Right look / wrong feel can happen in any design, not just mobile Web apps. Ever pull on a door handle that needed to be pushed?
As product designers, we need to be conscious of the affordances we place in front of users. Those affordances speak to the user and set expectations that can and should work to your advantage in making a product that is a pleasure to use.
You are completely correct.
My latest strong dislike is re-directs to ‘mobile sites’ when using an iPad.
The most glaring example is Google+. The ‘mobile’ site is an abomination, whereas the full site is quite nice. At least with Facebook, you don’t have to use the ‘m.’ site, as the full site works as it has a different URL. With Google+ you have no option at all.

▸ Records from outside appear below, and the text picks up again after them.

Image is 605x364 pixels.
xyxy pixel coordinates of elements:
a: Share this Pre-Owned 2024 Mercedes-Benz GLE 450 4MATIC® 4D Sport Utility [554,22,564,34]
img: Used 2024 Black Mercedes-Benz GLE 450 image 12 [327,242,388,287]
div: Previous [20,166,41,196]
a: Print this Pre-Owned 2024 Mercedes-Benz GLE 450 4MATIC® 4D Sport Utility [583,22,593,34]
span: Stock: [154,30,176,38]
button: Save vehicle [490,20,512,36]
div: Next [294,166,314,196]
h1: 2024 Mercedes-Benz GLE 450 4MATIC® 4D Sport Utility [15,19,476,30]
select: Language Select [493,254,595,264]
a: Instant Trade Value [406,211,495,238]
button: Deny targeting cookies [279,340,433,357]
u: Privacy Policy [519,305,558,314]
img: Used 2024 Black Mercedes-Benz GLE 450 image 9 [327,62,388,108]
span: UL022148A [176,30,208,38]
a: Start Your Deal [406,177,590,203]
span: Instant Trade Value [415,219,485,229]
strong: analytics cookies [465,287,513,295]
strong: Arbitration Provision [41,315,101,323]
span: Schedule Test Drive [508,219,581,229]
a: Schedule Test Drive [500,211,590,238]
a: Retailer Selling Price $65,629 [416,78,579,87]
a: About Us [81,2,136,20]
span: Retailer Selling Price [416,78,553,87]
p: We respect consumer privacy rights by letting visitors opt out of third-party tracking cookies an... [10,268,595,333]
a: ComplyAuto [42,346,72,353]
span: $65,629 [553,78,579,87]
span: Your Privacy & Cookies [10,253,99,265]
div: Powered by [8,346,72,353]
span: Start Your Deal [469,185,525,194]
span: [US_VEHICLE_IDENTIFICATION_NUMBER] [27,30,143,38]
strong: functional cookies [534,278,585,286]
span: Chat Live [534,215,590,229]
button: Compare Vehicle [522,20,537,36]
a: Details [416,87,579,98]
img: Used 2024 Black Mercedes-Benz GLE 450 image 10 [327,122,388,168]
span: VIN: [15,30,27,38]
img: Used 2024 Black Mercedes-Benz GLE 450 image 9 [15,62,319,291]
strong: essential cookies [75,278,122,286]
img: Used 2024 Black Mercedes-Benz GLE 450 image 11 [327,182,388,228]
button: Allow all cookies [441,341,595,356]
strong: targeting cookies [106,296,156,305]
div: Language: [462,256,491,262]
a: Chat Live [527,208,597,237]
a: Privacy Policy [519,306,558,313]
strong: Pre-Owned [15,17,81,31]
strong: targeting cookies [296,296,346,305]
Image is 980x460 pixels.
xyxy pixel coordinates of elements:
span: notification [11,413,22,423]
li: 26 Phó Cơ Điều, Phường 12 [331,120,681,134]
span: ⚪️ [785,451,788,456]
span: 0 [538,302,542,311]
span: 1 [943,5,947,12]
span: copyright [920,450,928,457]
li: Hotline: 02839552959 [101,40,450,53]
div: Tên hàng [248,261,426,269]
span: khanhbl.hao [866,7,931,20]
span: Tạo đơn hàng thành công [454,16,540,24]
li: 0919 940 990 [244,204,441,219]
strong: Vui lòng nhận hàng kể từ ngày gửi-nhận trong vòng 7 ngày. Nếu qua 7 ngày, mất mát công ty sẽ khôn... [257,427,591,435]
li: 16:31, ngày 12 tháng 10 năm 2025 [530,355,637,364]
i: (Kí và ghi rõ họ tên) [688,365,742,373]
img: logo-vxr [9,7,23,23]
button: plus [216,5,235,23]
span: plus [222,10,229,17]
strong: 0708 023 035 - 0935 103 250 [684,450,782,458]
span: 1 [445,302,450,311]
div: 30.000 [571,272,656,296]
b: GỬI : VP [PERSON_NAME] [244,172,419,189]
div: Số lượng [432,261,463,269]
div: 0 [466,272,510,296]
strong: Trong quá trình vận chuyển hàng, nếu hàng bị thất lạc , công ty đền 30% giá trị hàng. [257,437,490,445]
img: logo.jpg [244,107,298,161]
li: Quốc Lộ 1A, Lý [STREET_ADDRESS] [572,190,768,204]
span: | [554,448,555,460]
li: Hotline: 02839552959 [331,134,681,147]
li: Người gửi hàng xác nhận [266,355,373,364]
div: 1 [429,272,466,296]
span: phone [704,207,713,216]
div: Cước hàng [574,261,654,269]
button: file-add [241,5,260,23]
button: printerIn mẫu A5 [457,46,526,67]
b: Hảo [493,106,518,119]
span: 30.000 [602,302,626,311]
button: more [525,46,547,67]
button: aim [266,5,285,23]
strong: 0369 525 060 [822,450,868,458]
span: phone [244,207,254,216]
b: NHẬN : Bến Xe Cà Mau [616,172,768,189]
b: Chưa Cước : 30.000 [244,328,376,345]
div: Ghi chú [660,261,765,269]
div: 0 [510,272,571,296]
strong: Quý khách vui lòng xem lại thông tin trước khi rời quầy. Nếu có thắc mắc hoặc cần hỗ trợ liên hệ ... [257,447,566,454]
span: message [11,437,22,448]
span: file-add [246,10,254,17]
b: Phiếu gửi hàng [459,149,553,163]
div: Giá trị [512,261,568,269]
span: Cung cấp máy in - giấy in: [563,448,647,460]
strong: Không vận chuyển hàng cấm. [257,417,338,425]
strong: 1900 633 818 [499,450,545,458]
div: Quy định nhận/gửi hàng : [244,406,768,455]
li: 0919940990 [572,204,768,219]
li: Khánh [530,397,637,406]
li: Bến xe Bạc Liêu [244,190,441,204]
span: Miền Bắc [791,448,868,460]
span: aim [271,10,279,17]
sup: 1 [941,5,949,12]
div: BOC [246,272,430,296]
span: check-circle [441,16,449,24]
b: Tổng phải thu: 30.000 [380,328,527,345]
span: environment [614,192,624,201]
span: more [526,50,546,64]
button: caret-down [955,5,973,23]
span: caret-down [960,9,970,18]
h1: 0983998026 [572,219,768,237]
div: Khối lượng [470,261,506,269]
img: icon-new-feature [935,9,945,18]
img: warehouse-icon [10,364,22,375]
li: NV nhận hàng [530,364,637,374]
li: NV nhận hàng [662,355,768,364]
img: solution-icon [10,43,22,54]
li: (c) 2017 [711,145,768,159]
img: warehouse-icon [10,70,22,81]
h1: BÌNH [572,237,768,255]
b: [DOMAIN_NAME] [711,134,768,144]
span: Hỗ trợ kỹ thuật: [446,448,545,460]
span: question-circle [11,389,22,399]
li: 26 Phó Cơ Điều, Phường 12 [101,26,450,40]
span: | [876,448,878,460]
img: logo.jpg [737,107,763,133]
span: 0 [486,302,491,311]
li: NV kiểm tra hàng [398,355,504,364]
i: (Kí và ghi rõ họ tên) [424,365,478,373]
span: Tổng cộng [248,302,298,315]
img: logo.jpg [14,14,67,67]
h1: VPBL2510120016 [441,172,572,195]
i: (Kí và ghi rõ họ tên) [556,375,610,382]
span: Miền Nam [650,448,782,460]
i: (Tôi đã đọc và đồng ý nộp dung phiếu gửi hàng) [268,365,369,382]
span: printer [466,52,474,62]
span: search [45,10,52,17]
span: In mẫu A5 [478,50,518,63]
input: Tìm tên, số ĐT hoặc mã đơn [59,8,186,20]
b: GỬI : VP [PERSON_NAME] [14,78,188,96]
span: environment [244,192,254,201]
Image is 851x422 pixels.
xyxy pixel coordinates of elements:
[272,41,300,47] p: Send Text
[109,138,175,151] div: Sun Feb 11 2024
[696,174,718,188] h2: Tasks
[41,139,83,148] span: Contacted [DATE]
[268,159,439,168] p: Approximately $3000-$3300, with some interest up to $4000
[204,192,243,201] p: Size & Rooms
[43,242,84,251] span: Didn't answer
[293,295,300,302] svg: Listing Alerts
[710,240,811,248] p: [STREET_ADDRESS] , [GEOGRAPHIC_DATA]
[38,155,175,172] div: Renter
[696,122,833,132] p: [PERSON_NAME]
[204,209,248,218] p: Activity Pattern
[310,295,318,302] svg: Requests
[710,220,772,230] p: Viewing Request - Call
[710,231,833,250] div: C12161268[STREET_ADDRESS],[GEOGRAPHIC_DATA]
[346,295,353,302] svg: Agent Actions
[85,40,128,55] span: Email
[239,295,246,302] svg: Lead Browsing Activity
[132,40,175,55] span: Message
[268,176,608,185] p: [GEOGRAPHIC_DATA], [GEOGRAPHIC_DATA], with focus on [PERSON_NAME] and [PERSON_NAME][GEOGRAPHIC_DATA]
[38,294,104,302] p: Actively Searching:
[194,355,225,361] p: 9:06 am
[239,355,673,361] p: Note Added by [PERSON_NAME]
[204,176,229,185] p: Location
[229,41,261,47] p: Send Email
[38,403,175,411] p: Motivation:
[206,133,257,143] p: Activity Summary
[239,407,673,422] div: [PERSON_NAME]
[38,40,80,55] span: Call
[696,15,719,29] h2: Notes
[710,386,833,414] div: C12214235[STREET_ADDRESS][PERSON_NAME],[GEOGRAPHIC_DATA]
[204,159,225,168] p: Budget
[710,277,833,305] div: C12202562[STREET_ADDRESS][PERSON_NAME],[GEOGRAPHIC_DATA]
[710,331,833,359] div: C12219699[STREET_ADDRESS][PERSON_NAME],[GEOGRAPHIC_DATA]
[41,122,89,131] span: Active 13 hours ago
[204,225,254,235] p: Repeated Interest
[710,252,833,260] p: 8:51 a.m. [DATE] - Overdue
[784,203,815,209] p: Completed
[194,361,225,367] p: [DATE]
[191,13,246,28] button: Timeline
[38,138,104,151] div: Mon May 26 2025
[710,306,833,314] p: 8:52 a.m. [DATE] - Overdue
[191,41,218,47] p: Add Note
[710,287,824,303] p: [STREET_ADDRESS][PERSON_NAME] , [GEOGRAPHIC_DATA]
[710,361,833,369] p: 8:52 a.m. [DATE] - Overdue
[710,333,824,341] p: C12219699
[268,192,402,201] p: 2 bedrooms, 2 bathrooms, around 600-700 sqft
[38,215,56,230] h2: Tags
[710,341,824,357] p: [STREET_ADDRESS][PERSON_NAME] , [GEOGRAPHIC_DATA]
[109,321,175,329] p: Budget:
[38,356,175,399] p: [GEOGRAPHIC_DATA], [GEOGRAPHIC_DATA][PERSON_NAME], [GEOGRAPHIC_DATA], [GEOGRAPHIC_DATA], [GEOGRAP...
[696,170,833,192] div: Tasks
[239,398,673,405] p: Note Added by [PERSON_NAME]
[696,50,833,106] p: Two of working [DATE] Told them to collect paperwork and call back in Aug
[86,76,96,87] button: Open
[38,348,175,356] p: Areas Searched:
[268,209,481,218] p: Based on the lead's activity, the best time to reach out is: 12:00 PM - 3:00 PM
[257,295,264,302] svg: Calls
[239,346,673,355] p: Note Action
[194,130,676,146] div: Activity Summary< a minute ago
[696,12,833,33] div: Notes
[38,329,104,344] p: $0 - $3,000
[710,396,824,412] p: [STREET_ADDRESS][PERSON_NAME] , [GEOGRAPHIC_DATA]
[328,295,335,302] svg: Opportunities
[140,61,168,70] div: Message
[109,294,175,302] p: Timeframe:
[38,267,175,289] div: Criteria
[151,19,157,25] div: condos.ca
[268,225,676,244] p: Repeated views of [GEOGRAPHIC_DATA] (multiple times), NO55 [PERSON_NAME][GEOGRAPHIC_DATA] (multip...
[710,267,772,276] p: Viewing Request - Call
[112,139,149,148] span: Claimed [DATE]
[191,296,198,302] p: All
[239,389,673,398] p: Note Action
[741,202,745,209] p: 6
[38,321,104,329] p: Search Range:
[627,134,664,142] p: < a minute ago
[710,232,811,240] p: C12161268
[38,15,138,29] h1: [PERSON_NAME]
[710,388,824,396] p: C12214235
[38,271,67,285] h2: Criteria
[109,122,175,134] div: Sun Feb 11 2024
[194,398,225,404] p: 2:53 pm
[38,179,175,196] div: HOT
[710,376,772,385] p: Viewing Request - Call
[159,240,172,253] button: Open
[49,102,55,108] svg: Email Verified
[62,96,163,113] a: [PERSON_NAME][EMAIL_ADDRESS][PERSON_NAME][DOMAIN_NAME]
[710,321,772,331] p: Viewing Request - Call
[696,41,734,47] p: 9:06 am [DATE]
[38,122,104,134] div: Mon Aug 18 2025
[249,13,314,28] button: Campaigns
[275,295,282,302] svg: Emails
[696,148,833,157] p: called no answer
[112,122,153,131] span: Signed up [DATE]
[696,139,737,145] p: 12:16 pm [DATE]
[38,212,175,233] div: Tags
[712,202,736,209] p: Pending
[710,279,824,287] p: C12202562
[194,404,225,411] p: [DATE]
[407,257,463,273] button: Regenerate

Even on the iPhone, their web apps are hard to take. Load time is infuriating once you are used to native apps, and the part that grates is that you know you are waiting all that time for a really average user experience.
And don’t even get me started on WordPress sites with OnSwipe!
Waiting for mediocrity is not time well spent.
OK… Rant over. I will go take my medicine now
I think this goes beyond affordances into what I will clumsily call “cumulative experience.” It’s still too easy for geeky folks like us to forget that a web app which feels like a desktop app does not automatically translate to a better experience. At worst, it’s a bait-and-switch for the non-geek who’s happy with bookmarks, the Back button, and all that regular ol’ stuff.
As a designer, I think you could do a lot worse than making a nice web app, then spot-treating with desktop metaphors and AJAX where web metaphors are clearly worse for that use case.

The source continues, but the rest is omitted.